== Task item ==
Transcribe the entries below word for word, beginning at the line with "Describe the element" and stopping after the line with "What are the"; drop all pictures.

== Exercise data ==
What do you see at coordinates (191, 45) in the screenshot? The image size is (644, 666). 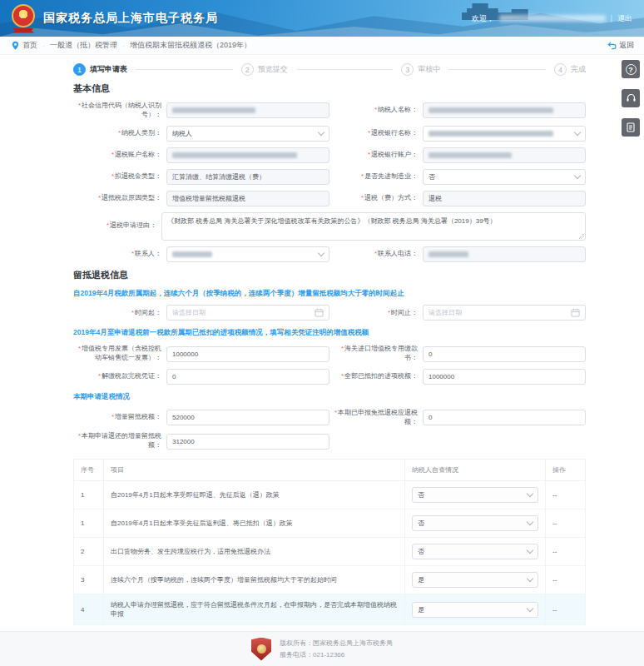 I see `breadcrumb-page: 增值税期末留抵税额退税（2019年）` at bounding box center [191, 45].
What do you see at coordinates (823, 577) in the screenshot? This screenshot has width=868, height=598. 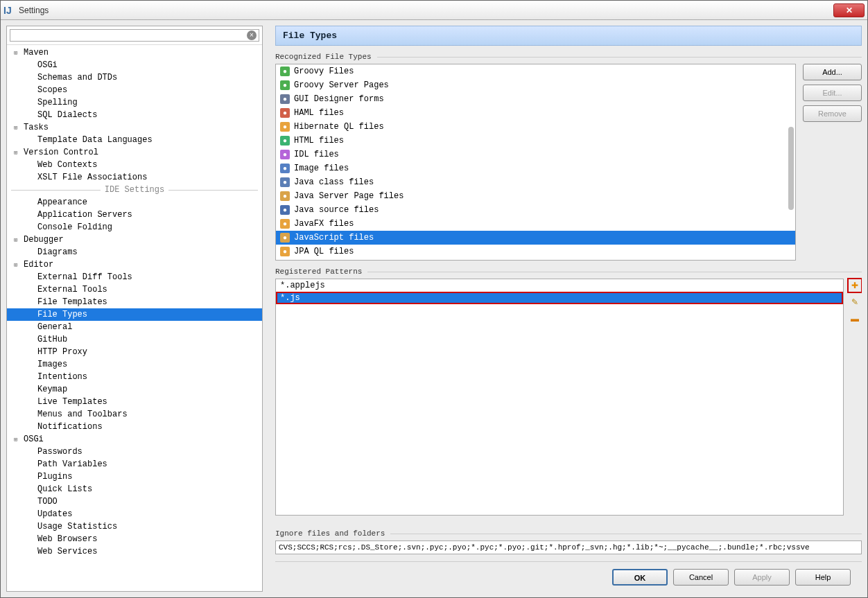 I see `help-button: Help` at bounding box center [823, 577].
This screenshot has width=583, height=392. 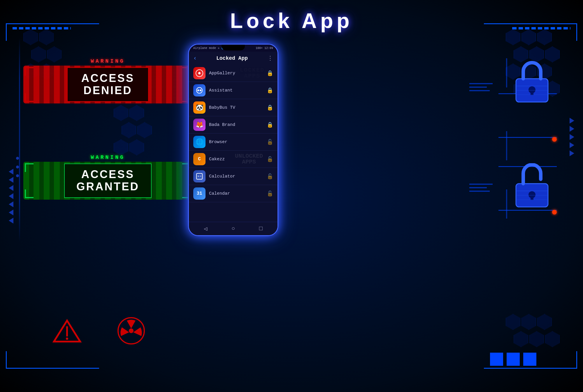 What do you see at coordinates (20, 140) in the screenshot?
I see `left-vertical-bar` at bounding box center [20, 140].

---

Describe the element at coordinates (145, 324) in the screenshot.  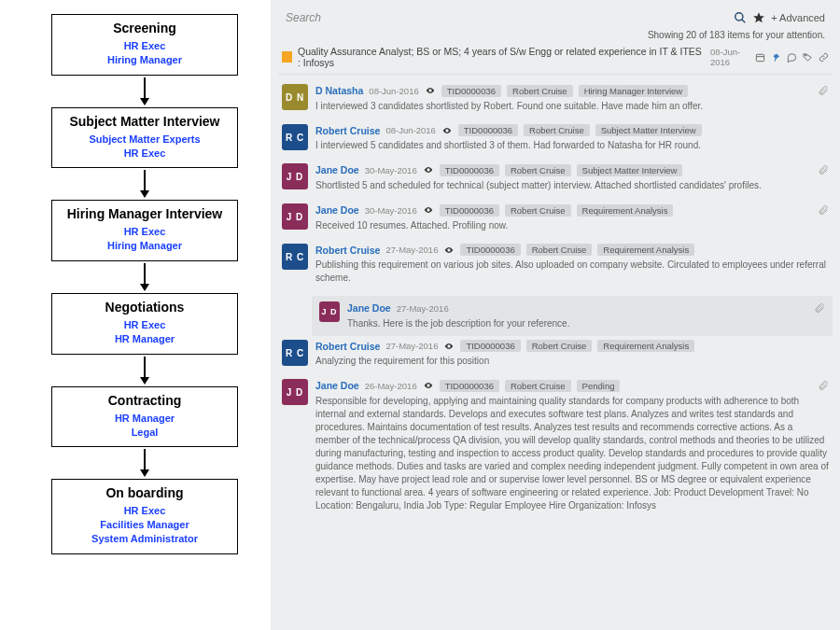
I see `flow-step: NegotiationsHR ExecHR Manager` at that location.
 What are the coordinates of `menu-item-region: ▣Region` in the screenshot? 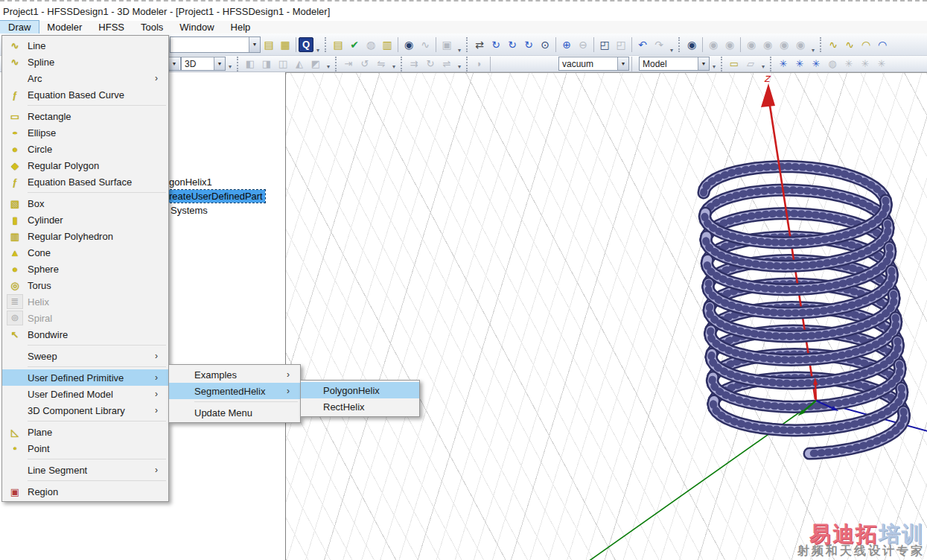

== Exercise output ==
Describe the element at coordinates (145, 324) in the screenshot.  
I see `flow-step: NegotiationsHR ExecHR Manager` at that location.
 What are the coordinates of `menu-item-region: ▣Region` in the screenshot? 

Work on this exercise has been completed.